◆ **WORK REQUEST**:
In the entries below, the lines from the one with "Find the location of a particular element. The width" through the one with "is (711, 728)." are to be copied exactly; both ends count.
SOURCE MATERIAL section start
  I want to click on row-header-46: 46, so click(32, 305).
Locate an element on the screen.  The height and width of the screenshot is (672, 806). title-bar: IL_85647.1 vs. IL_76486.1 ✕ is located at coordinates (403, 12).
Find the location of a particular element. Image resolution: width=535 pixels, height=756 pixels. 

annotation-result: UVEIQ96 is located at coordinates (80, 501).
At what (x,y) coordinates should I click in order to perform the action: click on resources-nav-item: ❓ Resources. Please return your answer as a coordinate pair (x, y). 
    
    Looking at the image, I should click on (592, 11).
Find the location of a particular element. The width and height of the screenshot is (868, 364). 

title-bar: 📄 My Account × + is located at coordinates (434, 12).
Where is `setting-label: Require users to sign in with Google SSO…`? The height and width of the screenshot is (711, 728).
SOURCE MATERIAL section end
SOURCE MATERIAL section start
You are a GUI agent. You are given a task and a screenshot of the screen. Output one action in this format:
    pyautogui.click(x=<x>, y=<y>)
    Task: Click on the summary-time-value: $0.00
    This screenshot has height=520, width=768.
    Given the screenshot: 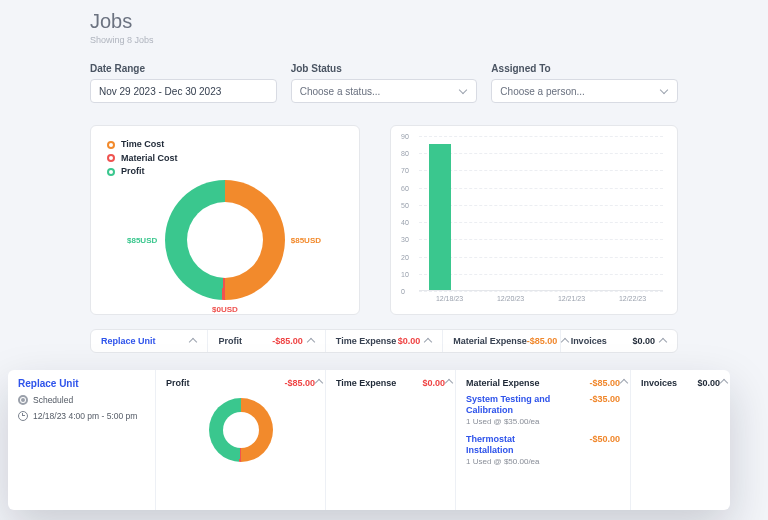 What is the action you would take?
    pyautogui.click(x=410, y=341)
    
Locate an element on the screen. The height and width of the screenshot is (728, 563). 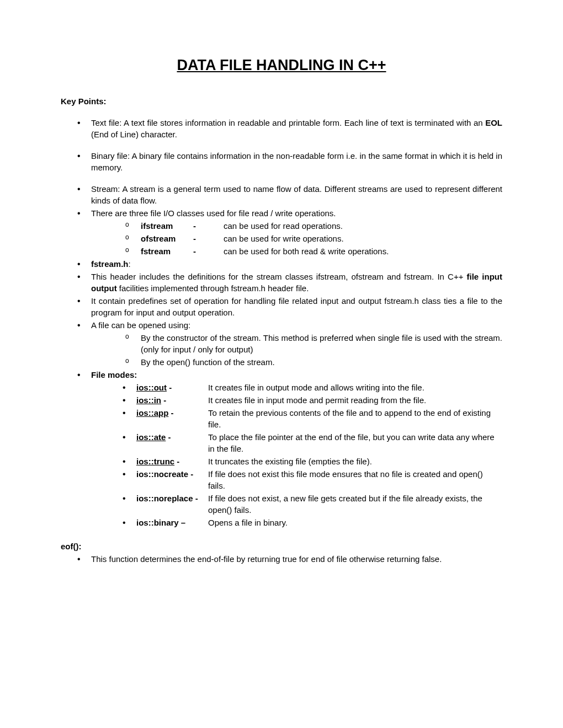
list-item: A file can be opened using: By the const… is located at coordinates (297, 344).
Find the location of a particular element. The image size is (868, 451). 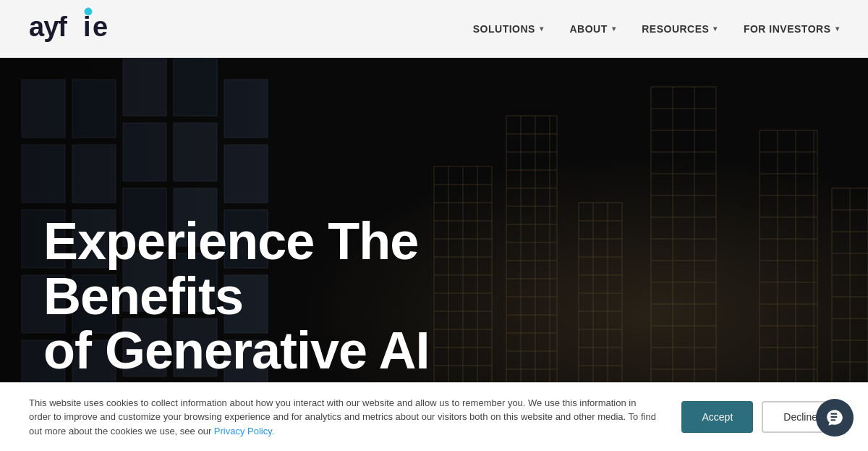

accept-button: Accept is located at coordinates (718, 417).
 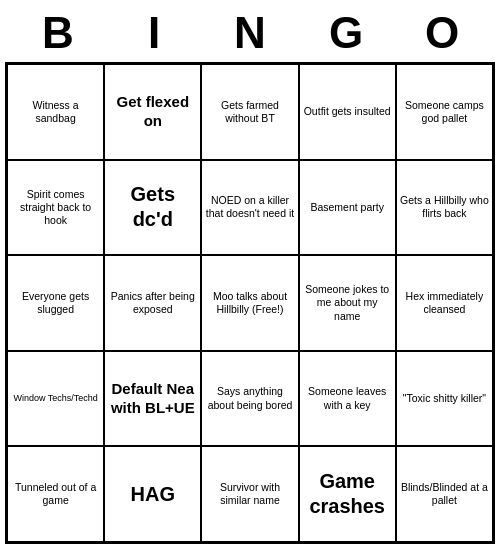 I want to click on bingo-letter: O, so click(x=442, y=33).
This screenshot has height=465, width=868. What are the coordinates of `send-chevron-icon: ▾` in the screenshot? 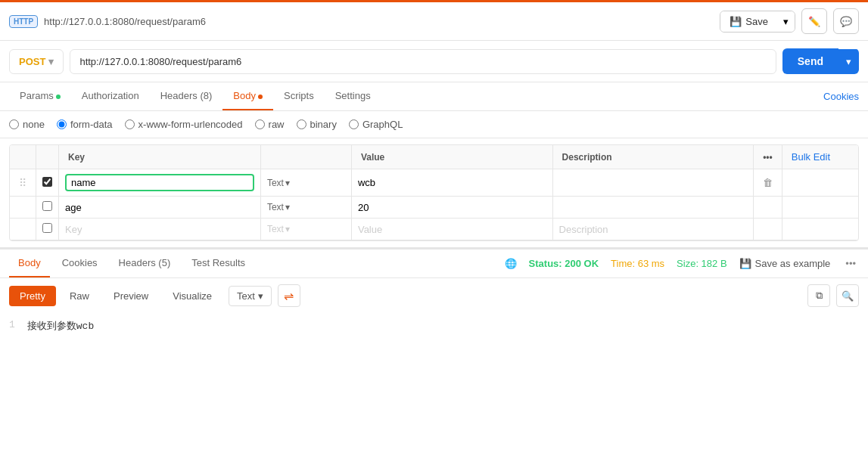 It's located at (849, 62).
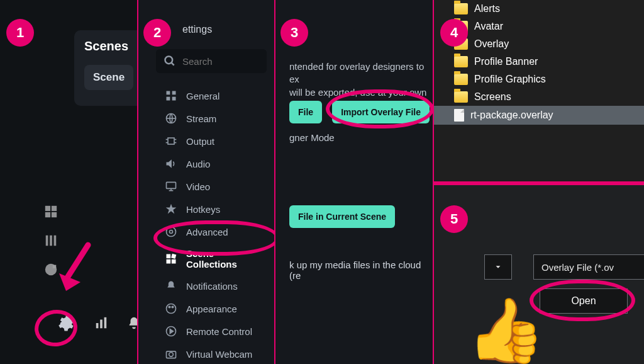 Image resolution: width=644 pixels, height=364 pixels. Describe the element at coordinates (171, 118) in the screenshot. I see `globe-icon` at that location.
SOURCE MATERIAL section end
SOURCE MATERIAL section start
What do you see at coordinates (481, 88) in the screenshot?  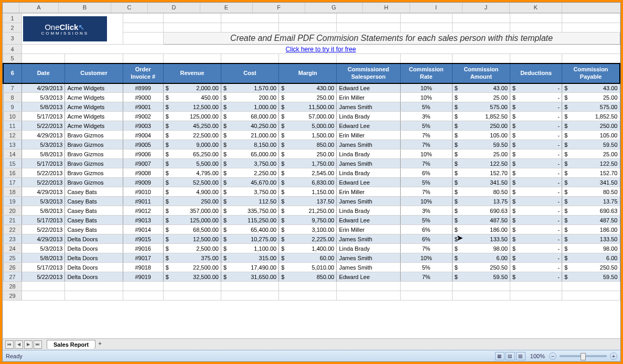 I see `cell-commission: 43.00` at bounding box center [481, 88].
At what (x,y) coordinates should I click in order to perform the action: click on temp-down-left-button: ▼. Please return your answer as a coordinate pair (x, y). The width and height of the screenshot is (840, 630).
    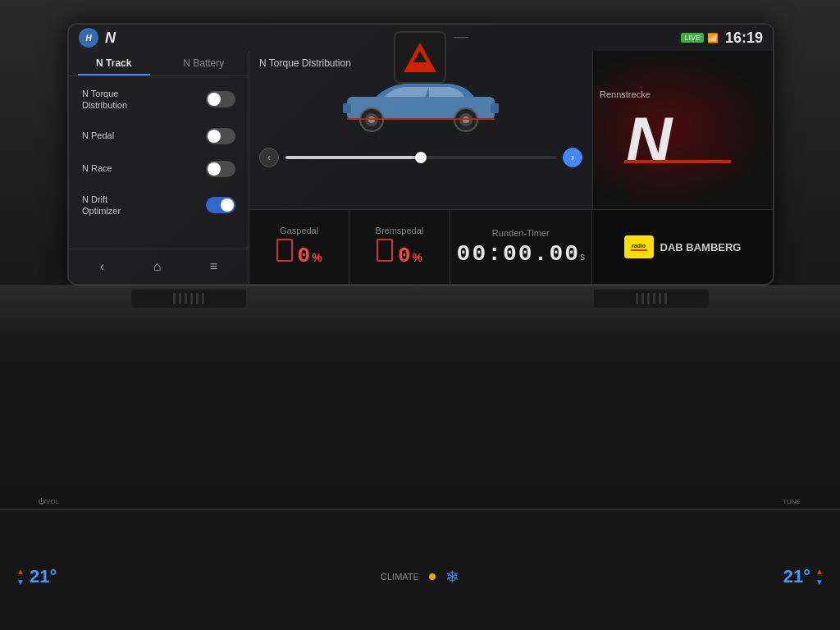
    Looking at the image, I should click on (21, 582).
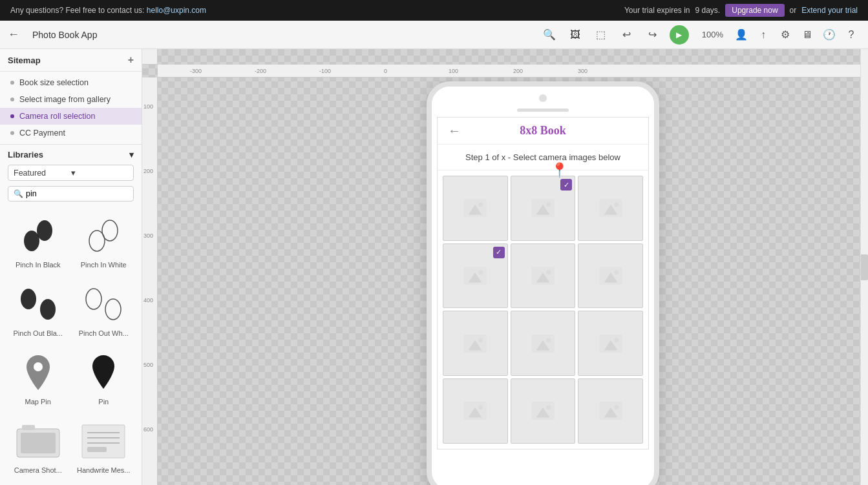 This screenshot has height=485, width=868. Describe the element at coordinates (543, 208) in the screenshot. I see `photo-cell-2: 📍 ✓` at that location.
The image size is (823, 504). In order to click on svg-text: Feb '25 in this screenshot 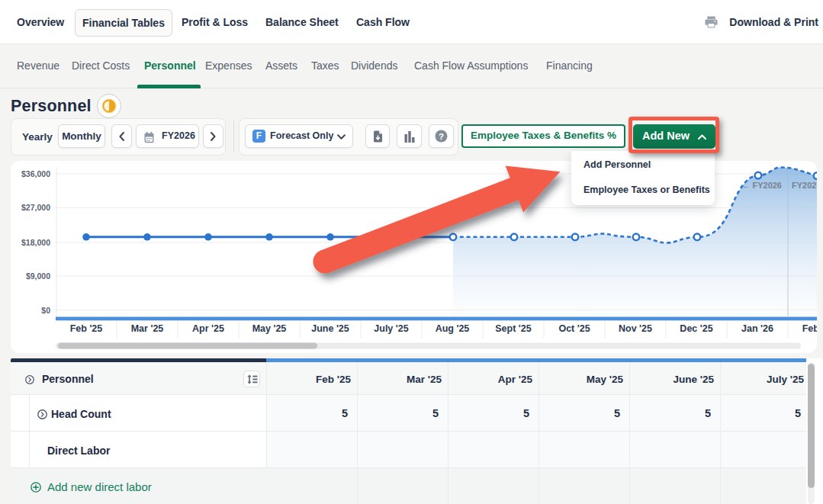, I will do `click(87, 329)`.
SOURCE MATERIAL section end
◆ **RESPONSE AREA**:
Find the location of a particular element. The width and height of the screenshot is (868, 364). 

title-bar: 📄 My Account × + is located at coordinates (434, 12).
Where is `setting-label: Require users to sign in with Google SSO…`? The height and width of the screenshot is (711, 728).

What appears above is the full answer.